The figure above depicts the spatial distribution (xz-plane) of SP (left
panel) and the partial pressure of oxygen (right panel) at a contaminant
sparging facility at the Massachusetts Military Reservation. Sparging is
a mechanical process whereby a region in the subsurface is pressurized with
air pumped down a borehole into the Earth – frequently accompanied
by a negatively pressurized borehole at some distance. The pressurized air
not only increases the hydraulic gradient, allowing a contaminant to be
pumped out of the ground, but it also introduces atomized oxygen bubbles
into to the contaminant, creating bouyancy, which causes the contaminant
to rise to surface. Both panels were derived when the sparging pump was
active. The SP panel depicts an anomaly approaching nearly one volt (an
extremely large SP anomaly) and corresponds almost exactly with the logarithmic
plot of the partial pressure of oxygen in the region.
A relationship bewteen SP (mV) to the partial pressure of oxygen (Po2) can
be created based upon the Nernst equation. The relation is as follows:
( E2 - E1 ) = 14.8 [ log ( Po22 / Po21 ) ] ( mV )
where E2 and E1 refer to the measured and standard potentials, respectively.
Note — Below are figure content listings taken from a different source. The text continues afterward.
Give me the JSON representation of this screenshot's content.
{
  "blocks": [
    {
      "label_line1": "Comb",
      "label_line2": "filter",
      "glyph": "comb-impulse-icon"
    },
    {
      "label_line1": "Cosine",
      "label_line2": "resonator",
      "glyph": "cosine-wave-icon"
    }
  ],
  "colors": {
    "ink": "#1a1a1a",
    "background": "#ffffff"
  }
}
The standard potential is typically taken to be the SP that would arise
due to the atmospheric partial pressure of oxygen – E1 = 806 mV at
Po21 = 0.21. Correspondingly, Po22 is the measured partial pressure of oxygen
in the sparging environment.
Based upon the preceding results, one can see that SP could also be used
to calculate Pco2, the partial pressure of carbon dioxide, in a pressurized
subsurface environment. This would be an extremely useful way of monitoring
a CO2 sequestration facility, for example.